"So?" In Wright's face was a sudden blaze of belief.
Spearman stared. He said, "Quite an imagination. Glad it was you who made it up, and not one of the men who knew the real Jensen—a name that ought not to be taken in vain."
"I have good eyes," said Mijok gently. "I made up nothing."
Spearman's eyebrows lifted, a fury of mimic politeness. He stepped around the group as if they were not rocks but dangerous animals. He passed down the street in long strides, not looking back even for his sons. Paul stupidly watched him go, saw him reach the turning by the meat-slave stockade and break into a loping run. Stout Muson muttered, "So changed! What sickness could make such a change?"
Wright said, "It is not likely to pass. In the old days of Earth they sometimes ruled nations. Or they were put away in institutions, usually after others had been injured. Or they were fanatics of one sort and another, ridden by the devil of one idea. My profession learned a little about them—never enough. The law met them more often and learned less." He watched Paul, perhaps needing contact with a Charin mind, since the innocence of the others gave them no frame of reference. "I dare say Ed is paranoid only on the one point, technically: all his troubles are caused by me and my—what did he say?—conspiracy. A means to help him believe that only he is right and virtuous and the universe wrong.... It is not so much a sickness, Muson, as the sum of years of mental bad habits. Vanity and dislike of one's own kind make most of the seed, and this is the fruit."
Elis said, "We can overtake him. Six of us giants—we can carry you, overtake him in a walk, if you think best."
"Yes." Wright watched the empty street and Spearman's palace that already seemed haunted and forlorn. "I believe there's no need for haste. Twenty miles...." The Vestoian pygmies were not returning; the street was a desolation of rubbish and loneliness with the dull smell of neglect. One of Spearman's boys was whimpering; the other watched the place where his father had disappeared, a tension in his small face, without forgiveness. Wright said, "Who's John and who's David?"
The crying one muttered, "I'm John."
David spoke as if the words had been shaken out: "He said she wouldn't ever come back. Where is she?"
"At our island," Paul told him. "She's all right, David, and we're going to take you to her. You want that, don't you?"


→ Required action:
In the data below, work out how many lines include the string "Signs". Only the number should be given.

→ Given records:
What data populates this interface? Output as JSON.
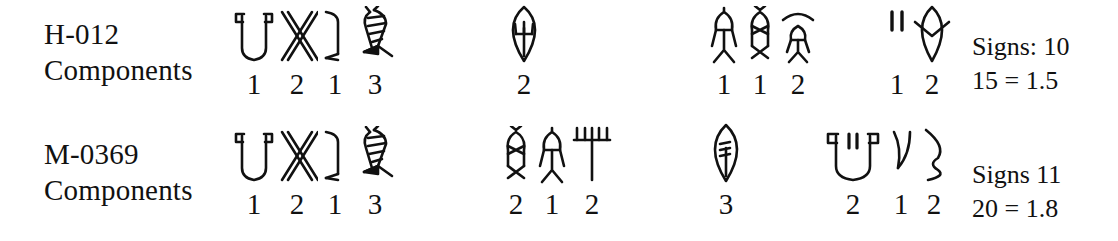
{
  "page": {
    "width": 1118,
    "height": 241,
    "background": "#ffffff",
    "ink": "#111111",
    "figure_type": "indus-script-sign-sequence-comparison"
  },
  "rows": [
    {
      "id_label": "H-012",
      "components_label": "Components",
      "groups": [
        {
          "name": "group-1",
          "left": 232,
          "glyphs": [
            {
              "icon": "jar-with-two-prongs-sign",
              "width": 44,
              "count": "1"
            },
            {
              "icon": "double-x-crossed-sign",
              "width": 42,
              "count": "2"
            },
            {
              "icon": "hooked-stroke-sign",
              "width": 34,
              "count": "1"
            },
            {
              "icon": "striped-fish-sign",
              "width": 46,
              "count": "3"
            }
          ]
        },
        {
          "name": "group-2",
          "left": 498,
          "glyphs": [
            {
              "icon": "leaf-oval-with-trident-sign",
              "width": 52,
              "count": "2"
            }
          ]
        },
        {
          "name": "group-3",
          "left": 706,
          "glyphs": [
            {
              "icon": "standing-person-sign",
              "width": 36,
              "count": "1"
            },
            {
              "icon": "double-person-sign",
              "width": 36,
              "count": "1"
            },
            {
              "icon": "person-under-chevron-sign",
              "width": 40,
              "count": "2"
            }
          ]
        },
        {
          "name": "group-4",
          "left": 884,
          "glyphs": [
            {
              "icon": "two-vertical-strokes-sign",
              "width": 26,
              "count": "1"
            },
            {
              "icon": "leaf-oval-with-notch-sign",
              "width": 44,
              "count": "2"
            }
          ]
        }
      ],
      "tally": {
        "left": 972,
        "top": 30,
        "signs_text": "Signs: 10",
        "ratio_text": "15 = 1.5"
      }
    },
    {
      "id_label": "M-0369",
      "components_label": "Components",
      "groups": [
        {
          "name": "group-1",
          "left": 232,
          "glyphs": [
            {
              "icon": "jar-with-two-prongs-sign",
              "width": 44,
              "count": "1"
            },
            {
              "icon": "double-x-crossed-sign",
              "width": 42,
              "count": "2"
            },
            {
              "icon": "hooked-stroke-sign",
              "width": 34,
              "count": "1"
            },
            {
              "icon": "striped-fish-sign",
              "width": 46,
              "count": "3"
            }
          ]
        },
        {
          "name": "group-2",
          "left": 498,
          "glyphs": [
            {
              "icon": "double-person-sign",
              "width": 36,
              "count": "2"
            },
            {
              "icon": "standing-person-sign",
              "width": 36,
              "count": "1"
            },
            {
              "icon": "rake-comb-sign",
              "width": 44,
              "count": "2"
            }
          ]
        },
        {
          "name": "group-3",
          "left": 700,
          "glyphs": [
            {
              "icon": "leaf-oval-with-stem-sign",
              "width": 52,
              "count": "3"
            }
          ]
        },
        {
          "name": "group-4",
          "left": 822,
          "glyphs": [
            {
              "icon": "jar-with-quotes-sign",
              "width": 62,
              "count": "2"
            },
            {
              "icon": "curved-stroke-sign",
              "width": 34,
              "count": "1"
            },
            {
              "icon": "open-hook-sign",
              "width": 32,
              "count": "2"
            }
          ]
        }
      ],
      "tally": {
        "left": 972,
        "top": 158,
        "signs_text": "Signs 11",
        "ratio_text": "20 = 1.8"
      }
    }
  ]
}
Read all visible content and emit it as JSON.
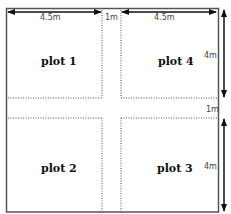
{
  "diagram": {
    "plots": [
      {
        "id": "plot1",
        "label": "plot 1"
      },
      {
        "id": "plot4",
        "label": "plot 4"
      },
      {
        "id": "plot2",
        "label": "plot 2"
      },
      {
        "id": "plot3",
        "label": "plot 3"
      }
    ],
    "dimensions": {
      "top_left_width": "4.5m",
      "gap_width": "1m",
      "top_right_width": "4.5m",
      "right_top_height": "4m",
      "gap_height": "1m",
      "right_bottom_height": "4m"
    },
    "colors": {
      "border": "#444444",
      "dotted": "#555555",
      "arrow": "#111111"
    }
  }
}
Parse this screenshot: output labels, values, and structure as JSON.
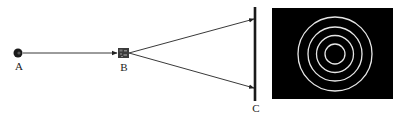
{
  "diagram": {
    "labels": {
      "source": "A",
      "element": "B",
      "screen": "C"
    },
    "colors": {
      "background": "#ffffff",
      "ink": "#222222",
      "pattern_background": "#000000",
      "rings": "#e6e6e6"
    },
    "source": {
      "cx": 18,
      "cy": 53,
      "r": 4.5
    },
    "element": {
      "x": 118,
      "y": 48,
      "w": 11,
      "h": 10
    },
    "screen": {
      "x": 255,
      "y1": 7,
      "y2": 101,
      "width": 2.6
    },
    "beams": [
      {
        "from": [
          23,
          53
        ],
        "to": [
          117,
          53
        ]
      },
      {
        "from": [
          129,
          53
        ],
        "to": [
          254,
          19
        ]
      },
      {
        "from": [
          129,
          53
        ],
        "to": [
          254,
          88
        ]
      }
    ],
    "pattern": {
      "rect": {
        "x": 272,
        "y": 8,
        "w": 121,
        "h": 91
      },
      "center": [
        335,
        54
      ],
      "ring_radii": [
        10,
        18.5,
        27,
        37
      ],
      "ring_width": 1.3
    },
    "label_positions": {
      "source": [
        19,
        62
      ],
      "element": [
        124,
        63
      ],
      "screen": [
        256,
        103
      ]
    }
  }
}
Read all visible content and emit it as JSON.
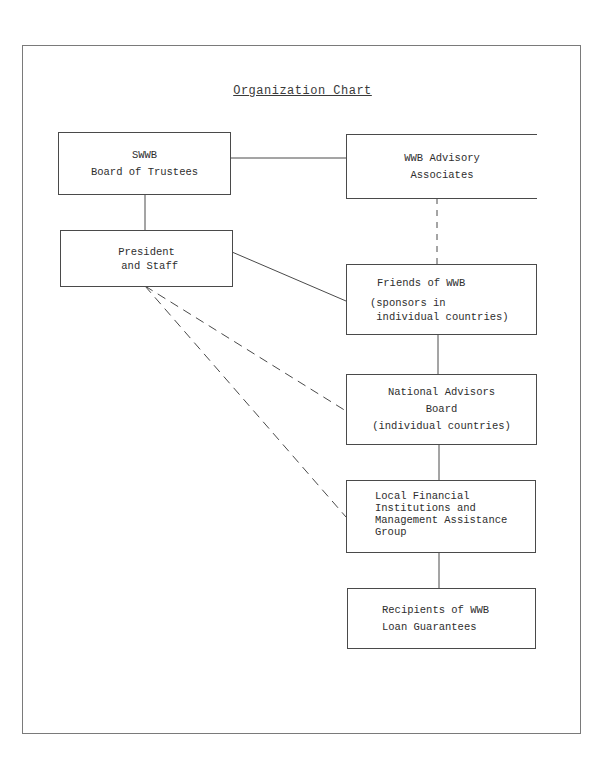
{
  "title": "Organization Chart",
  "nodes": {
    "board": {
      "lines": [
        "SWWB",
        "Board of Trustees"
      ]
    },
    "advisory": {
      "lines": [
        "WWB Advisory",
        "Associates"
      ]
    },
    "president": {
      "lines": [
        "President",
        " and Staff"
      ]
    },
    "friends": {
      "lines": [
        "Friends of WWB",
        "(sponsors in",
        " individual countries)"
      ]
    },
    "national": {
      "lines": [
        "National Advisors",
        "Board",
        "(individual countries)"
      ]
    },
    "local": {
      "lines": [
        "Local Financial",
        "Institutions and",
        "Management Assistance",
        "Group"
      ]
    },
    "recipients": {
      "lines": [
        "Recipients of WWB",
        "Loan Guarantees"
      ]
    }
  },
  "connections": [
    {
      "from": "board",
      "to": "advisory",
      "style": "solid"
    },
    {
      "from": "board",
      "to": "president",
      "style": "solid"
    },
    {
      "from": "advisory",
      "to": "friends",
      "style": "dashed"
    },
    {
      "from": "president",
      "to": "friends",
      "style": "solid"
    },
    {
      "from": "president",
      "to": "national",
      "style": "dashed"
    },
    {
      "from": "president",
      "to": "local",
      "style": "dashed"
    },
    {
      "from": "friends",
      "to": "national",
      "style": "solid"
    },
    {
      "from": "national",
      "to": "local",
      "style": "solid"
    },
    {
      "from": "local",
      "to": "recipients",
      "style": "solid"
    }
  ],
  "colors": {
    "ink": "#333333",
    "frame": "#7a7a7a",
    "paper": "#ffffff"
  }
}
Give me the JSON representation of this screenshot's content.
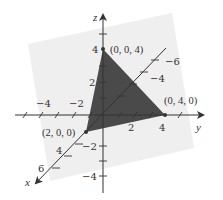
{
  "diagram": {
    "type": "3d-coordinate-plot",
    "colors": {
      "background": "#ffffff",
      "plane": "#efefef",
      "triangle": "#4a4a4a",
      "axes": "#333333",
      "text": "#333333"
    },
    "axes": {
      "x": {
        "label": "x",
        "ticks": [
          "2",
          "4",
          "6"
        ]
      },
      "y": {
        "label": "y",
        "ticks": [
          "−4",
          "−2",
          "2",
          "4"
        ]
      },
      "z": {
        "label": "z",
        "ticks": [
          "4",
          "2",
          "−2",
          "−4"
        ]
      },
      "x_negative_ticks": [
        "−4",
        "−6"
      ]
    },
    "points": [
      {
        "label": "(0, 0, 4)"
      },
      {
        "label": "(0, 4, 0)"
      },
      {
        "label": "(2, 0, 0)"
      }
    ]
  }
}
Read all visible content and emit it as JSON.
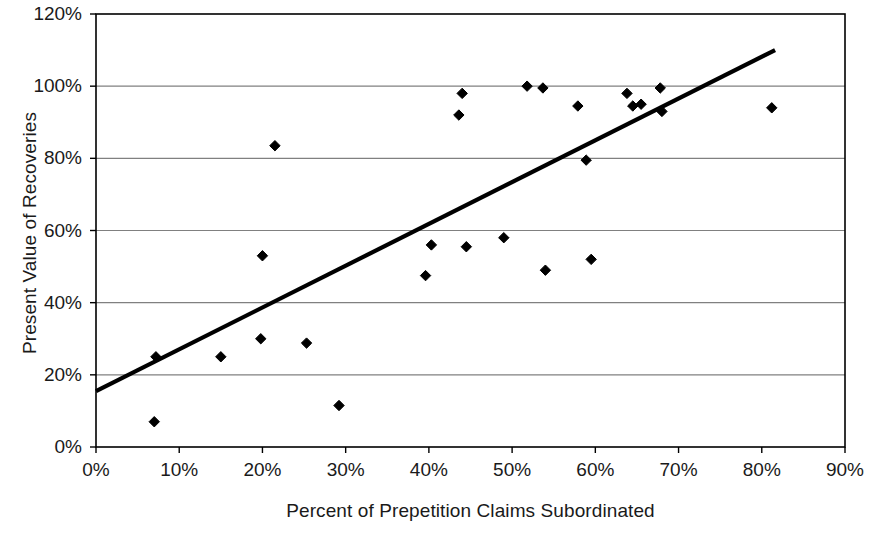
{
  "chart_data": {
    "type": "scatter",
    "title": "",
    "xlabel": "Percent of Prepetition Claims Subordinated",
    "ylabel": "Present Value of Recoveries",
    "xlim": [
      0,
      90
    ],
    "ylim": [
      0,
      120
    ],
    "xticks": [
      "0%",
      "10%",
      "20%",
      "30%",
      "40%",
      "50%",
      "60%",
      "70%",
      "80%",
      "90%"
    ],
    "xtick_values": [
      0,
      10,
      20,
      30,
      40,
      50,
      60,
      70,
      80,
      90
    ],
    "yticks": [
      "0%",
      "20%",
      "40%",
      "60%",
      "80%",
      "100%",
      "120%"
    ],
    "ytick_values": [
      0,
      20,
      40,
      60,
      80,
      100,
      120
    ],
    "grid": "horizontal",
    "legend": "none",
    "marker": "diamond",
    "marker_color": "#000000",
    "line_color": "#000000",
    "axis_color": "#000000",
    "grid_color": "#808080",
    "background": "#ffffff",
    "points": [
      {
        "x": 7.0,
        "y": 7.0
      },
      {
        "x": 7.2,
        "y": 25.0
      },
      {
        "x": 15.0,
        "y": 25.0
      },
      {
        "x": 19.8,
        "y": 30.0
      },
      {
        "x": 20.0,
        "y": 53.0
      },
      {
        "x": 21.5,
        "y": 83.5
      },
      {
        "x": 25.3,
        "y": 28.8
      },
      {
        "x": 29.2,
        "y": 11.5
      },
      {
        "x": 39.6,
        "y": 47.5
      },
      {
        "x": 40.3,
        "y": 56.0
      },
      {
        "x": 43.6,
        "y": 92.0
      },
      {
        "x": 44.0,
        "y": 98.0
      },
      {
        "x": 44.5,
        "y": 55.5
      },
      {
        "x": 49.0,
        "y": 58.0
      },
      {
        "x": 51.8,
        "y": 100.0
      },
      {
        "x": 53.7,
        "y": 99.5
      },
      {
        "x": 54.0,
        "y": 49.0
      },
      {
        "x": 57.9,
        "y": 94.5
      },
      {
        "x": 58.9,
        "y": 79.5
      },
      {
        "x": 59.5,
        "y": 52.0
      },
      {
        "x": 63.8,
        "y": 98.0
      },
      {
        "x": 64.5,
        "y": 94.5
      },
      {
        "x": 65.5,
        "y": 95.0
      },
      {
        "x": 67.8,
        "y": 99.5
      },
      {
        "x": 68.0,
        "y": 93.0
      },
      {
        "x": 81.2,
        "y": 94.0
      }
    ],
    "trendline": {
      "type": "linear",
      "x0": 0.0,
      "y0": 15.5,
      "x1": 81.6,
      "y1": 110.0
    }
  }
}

→ Response:
2